NODED.CLOUD/Blog/Anycast vs Unicast DNS: When You Actually Need Anycast

Anycast vs Unicast DNS: When You Actually Need Anycast

26 May 2026 · Mario Marin

Anycast DNS sounds impressive, but most sites don't need it. Here's what anycast actually does, when it pays off, and when plain unicast with a good provider is enough.

Anycast DNS is one of those terms that gets thrown around as a quality signal — "we use anycast DNS" — without much explanation of what it does or whether you need it. This guide cuts through that.

The 30-Second Version

Unicast: a domain's nameservers live in one place. Every DNS query travels to that location.

Anycast: the same nameserver IP is announced from many locations around the world. Each query lands at the nearest one based on BGP routing.

Anycast wins when you have global users and care about every millisecond of DNS resolution. Unicast is fine for everything else.

What Anycast Actually Buys You

  • Lower DNS query latency globally. A user in Singapore hits a Singapore POP instead of a Frankfurt server.
  • Survive POP failures transparently. If one anycast node goes down, BGP routes queries to the next-nearest node.
  • DDoS absorption. Volumetric attacks get spread across many POPs instead of crushing one server.
  • Capacity scaling. Adding a new POP is the same operation as adding a new server.

What Anycast Doesn't Buy You

  • Faster page loads (DNS is one of many factors, usually small).
  • Better SEO (Google doesn't rank you higher for using anycast DNS).
  • Authoritative correctness (a misconfigured zone is wrong everywhere, faster).
  • Anything for users who already have DNS cached.

When You Actually Need Anycast

  • Global SaaS or e-commerce with users in multiple continents and tight latency budgets.
  • High-traffic sites where DNS query load alone is significant.
  • Sites under regular DDoS pressure — anycast is part of a layered defense.
  • Operators serving DNS for many customers — registrars, hosting providers, CDNs.
  • Anycast-routed services where the IP itself is the entry point (CDN edges, public resolvers).

When Unicast Is Fine

  • Single-country audience with one or two well-placed nameservers.
  • Low to moderate traffic.
  • You're already using a CDN, which masks origin DNS latency for static content.
  • Your users keep DNS records cached for hours or days.

For most small and mid-size sites, the gains from anycast DNS are within the noise floor of the rest of the page-load pipeline. Spending money on a faster CDN, better hosting, or smaller images will move the needle more.

How Anycast DNS Actually Works

An anycast nameserver provider announces the same IP block from BGP sessions in many cities. When a recursive resolver queries one of those IPs, BGP path selection determines which POP gets the query.

Implementation details that matter:

  • POP count and placement. 5 POPs concentrated in North America help less than 20 POPs spread globally.
  • Healthchecks. A failing POP needs to withdraw its route quickly so BGP redirects traffic.
  • Zone consistency.

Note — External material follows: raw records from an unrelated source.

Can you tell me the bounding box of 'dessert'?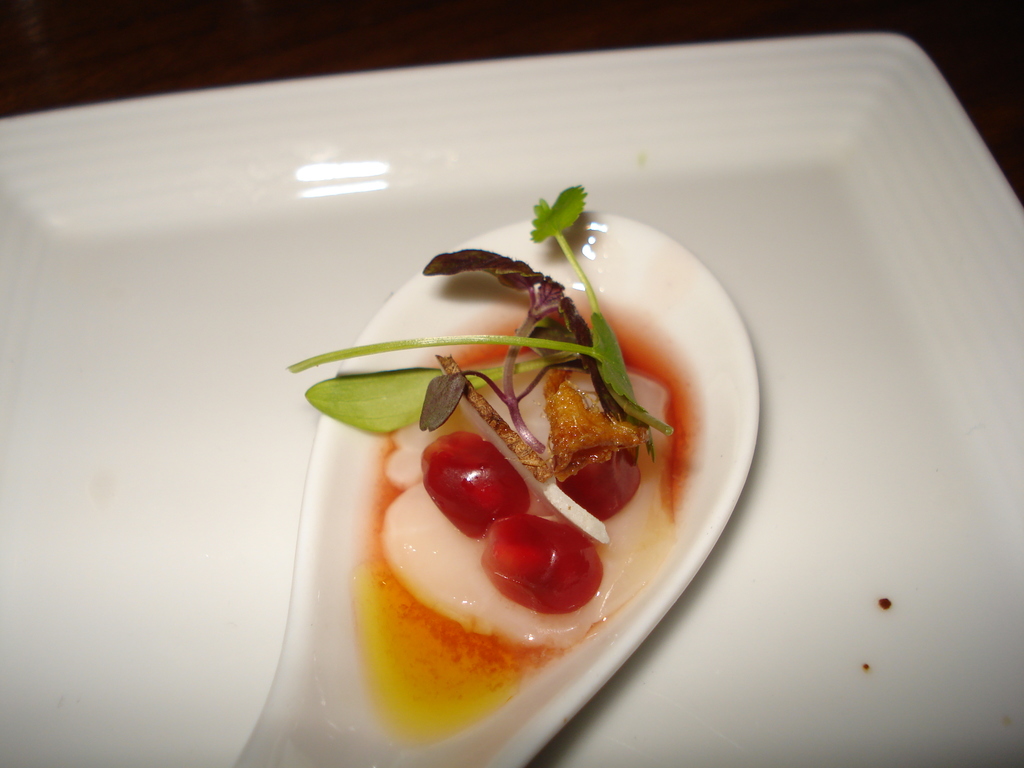
(293,202,739,767).
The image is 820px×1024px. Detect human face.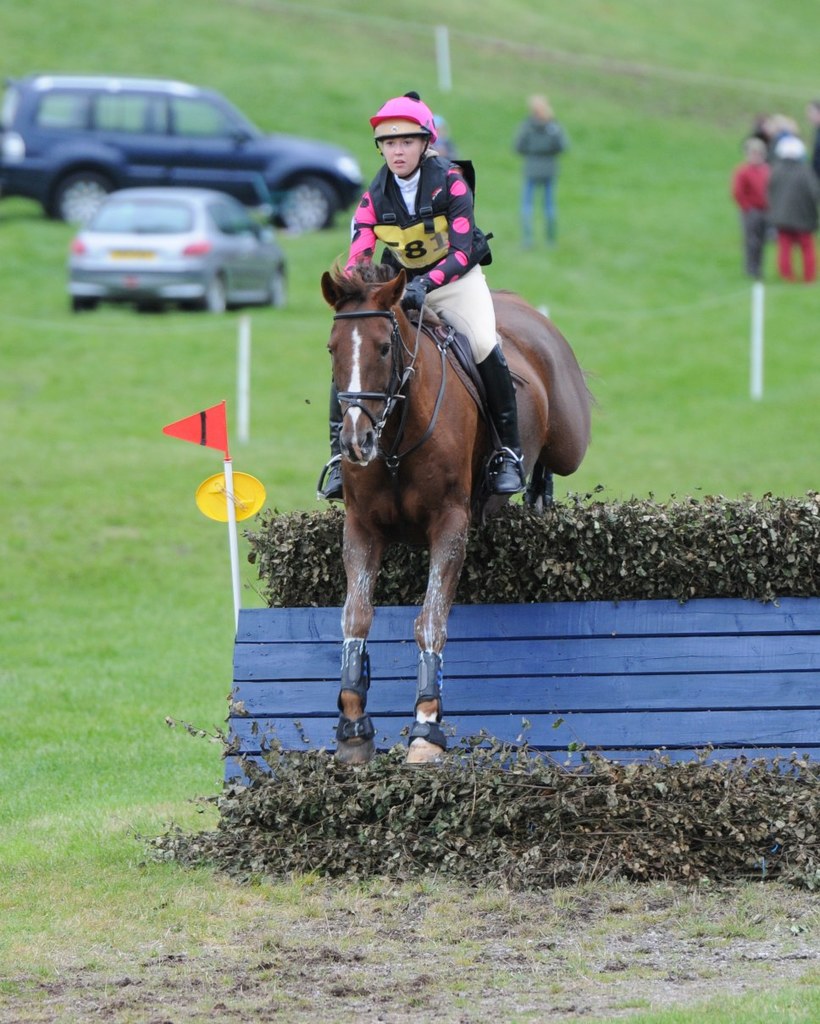
Detection: crop(380, 131, 426, 184).
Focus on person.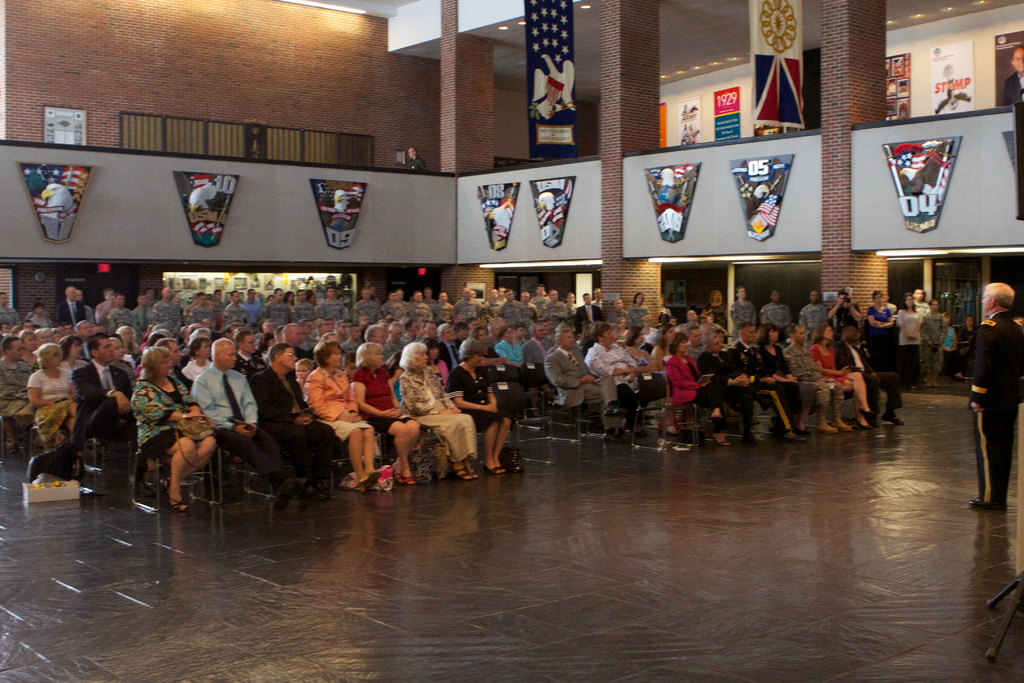
Focused at region(1004, 42, 1018, 109).
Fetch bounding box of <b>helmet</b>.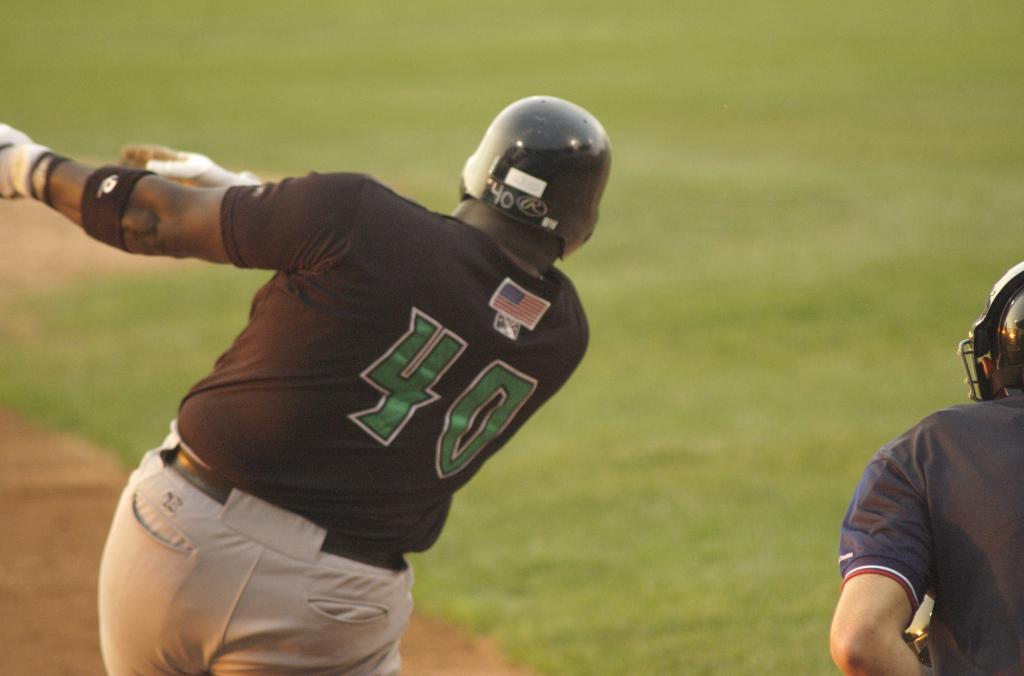
Bbox: <box>455,102,609,262</box>.
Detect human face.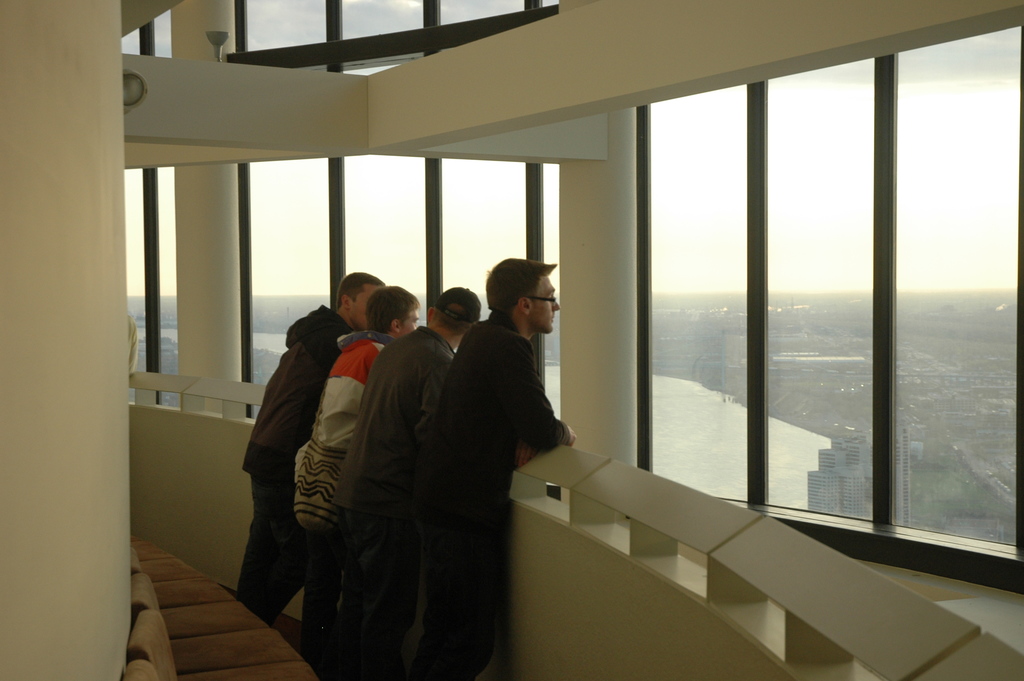
Detected at locate(349, 283, 386, 332).
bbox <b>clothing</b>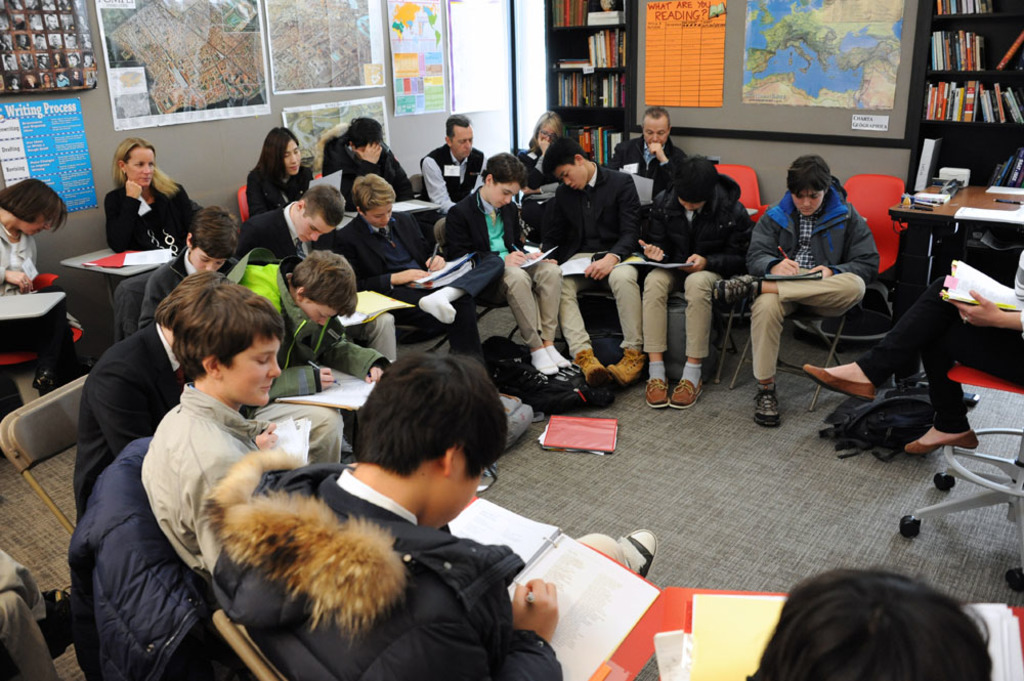
pyautogui.locateOnScreen(29, 82, 38, 87)
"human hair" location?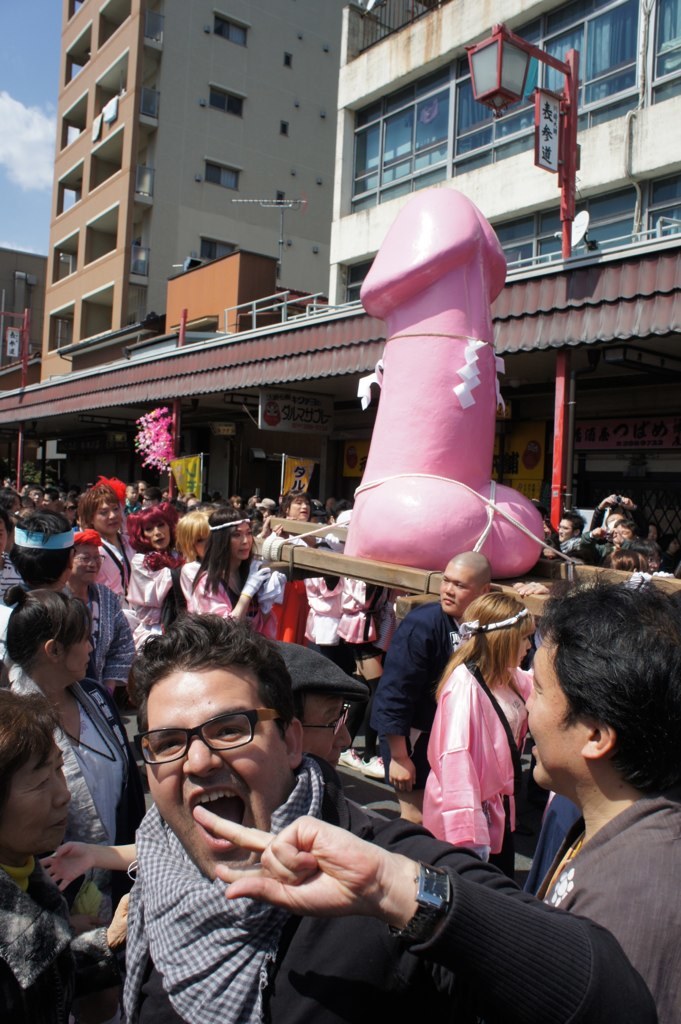
3:590:95:666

All POPs must have the same zone data; replication lag means inconsistent answers.
  • DNSSEC support. Modern anycast providers should sign zones automatically.

Common Misconceptions

  • "Anycast is the same as a CDN." No. CDNs cache content at edge POPs. Anycast is a routing technique that can be used for DNS, CDN edge IPs, public resolvers, or any service.
  • "Anycast IPs aren't reliable for TCP." Mostly a relic. Modern anycast deployments handle TCP connections fine because BGP convergence is stable enough during normal operation.
  • "More POPs is always better." Quality of upstream peering at each POP matters more than raw POP count.

What Noded Recommends

If you host with us and you're running production workloads with global users, we point you at anycast-capable DNS providers and help you set up secondary nameservers for redundancy. For most sites, a well-configured pair of geographically separate unicast nameservers is plenty — and often free.

If you need IP transit with anycast support for your own services (running your own anycast across your own ASN), talk to us. We support customer-announced anycast prefixes on our network.

FAQ

Is anycast DNS faster than Cloudflare DNS for my domain?

Cloudflare DNS for your domain is anycast. So is Route 53, NS1, Google Cloud DNS, and most major providers. The question is usually "anycast vs no anycast," not which anycast.

Do I need anycast if I use a CDN?

The CDN's IPs are typically anycast already. Your domain's authoritative DNS is a separate decision. If your CDN provider also handles DNS, you usually get anycast there too.

Can I run my own anycast DNS?

Yes — if you have your own ASN, IP space, and BGP sessions in multiple locations. It's a real engineering project. Most operators outsource to a managed anycast DNS provider.

Does anycast affect DNSSEC?

No. DNSSEC works the same way over anycast. The signatures travel with the records.

How do I test anycast latency?

Tools like dig with the +nsid flag, RIPE Atlas measurements, and DNS performance monitoring services will tell you which POP a query landed at and how long it took.